[The Professor by (AKA Charlotte Bronte) Currer Bell]@TWC D-Link bookThe Professor CHAPTER XXV 5/29
We possessed, too, by this time, an extensive and eligible connection, in the sense advantageous to our business; for, though our circle of visiting acquaintance continued as limited as ever, we were now widely known in schools and families as teachers.
When Frances had developed her plan, she intimated, in some closing sentences, her hopes for the future.
If we only had good health and tolerable success, me might, she was sure, in time realize an independency; and that, perhaps, before we were too old to enjoy it; then both she and I would rest; and what was to hinder us from going to live in England? England was still her Promised Land. I put no obstacle in her way; raised no objection; I knew she was not one who could live quiescent and inactive, or even comparatively inactive.
Duties she must have to fulfil, and important duties; work to do--and exciting, absorbing, profitable work; strong faculties stirred in her frame, and they demanded full nourishment, free exercise: mine was not the hand ever to starve or cramp them; no, I delighted in offering them sustenance, and in clearing them wider space for action. "You have conceived a plan, Frances," said I, "and a good plan; execute it; you have my free consent, and wherever and whenever my assistance is wanted, ask and you shall have." Frances' eyes thanked me almost with tears; just a sparkle or two, soon brushed away; she possessed herself of my hand too, and held it for some time very close clasped in both her own, but she said no more than "Thank you, monsieur." We passed a divine day, and came home late, lighted by a full summer moon. Ten years rushed now upon me with dusty, vibrating, unresting wings; years of bustle, action, unslacked endeavour; years in which I and my wife, having launched ourselves in the full career of progress, as progress whirls on in European capitals, scarcely knew repose, were strangers to amusement, never thought of indulgence, and yet, as our course ran side by side, as we marched hand in hand, we neither murmured, repented, nor faltered.
Hope indeed cheered us; health kept us up; harmony of thought and deed smoothed many difficulties, and finally, success bestowed every now and then encouraging reward on diligence.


WHAT THE EXERCISE ASKS →
The records follow. Filter them to the lines that hold "small".

SUPPLIED DATA →
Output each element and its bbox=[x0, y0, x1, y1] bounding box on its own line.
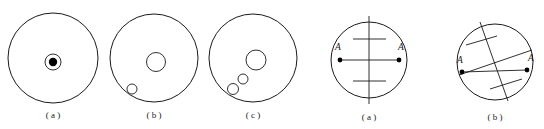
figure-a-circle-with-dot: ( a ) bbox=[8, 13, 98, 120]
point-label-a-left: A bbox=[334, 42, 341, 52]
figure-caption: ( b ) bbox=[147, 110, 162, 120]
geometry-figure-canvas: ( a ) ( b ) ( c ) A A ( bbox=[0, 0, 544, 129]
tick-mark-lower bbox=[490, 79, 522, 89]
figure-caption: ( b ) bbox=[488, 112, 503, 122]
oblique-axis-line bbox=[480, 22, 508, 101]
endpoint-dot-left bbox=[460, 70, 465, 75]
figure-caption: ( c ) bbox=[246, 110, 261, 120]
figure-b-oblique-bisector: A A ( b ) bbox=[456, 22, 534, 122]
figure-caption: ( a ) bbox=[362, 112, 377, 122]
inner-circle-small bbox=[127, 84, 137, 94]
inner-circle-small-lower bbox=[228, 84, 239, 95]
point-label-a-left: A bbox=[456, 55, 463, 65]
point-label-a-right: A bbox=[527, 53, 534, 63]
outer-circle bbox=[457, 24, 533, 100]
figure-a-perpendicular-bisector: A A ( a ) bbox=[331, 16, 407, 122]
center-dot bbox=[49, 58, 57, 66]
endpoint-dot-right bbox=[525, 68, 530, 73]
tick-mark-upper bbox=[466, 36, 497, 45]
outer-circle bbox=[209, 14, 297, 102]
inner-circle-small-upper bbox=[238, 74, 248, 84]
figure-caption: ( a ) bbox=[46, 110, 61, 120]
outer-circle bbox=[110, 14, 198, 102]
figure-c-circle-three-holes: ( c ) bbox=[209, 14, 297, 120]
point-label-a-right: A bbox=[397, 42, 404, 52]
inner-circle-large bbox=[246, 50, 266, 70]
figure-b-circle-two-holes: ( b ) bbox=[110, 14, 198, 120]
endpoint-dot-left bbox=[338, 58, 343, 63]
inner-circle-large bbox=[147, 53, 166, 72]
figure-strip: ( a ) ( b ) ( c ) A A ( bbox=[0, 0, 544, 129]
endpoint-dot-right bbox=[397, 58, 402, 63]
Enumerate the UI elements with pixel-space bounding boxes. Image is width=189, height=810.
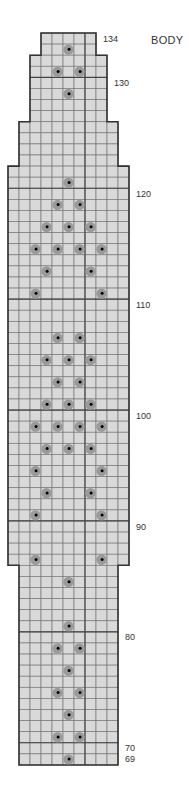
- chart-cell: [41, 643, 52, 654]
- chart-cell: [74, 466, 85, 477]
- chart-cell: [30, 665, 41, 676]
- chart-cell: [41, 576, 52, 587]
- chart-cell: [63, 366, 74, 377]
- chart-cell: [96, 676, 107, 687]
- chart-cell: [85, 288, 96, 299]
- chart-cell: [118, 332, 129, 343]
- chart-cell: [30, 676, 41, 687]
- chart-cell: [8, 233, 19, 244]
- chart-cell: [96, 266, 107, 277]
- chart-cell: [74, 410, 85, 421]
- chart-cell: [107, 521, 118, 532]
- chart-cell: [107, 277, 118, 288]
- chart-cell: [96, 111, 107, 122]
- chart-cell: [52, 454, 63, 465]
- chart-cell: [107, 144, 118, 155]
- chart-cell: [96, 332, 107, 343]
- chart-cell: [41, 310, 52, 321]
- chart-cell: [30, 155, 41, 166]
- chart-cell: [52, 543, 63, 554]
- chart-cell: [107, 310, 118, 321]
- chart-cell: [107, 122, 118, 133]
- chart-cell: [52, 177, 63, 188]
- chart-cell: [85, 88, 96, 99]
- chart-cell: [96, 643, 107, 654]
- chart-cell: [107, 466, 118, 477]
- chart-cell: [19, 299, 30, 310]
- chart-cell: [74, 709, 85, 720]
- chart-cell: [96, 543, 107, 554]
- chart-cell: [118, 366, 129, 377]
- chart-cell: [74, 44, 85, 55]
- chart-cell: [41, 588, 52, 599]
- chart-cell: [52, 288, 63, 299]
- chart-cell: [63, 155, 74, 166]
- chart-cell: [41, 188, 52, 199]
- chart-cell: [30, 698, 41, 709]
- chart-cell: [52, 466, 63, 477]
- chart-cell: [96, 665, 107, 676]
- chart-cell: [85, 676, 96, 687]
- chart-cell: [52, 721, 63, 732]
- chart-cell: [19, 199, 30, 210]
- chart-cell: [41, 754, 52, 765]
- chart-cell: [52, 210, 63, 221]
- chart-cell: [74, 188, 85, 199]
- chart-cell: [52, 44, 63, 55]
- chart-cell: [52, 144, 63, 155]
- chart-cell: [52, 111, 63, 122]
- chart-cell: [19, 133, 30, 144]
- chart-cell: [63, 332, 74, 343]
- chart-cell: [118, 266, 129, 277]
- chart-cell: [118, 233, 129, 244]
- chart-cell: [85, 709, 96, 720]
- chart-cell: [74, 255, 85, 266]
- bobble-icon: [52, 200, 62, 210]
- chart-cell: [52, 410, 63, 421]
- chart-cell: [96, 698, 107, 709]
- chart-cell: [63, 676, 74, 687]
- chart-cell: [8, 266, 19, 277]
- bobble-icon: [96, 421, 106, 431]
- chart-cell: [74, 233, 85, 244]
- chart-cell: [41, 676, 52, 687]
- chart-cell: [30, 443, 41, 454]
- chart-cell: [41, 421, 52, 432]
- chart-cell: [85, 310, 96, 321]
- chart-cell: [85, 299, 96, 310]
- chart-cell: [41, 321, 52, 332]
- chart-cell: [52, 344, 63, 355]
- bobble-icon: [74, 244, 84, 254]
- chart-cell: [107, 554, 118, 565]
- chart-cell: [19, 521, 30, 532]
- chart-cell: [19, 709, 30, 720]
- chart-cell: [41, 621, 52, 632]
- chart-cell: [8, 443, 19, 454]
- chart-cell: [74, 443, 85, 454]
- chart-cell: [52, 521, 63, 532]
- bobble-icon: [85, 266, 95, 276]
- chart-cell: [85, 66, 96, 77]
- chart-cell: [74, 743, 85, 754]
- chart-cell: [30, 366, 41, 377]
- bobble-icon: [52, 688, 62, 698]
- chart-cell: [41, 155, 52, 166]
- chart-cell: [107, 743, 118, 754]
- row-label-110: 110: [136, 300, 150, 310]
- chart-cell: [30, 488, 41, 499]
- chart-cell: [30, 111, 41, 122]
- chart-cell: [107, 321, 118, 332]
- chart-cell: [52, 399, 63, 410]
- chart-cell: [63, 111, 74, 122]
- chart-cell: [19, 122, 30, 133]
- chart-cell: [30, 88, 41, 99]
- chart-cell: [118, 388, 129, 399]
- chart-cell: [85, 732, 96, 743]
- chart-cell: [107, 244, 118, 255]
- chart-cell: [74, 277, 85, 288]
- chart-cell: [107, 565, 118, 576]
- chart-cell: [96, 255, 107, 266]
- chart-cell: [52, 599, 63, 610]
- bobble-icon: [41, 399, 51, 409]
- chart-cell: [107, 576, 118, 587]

RESPONSE BELOW →
inner-circle-small bbox=[127, 84, 137, 94]
inner-circle-small-lower bbox=[228, 84, 239, 95]
inner-circle-small-upper bbox=[238, 74, 248, 84]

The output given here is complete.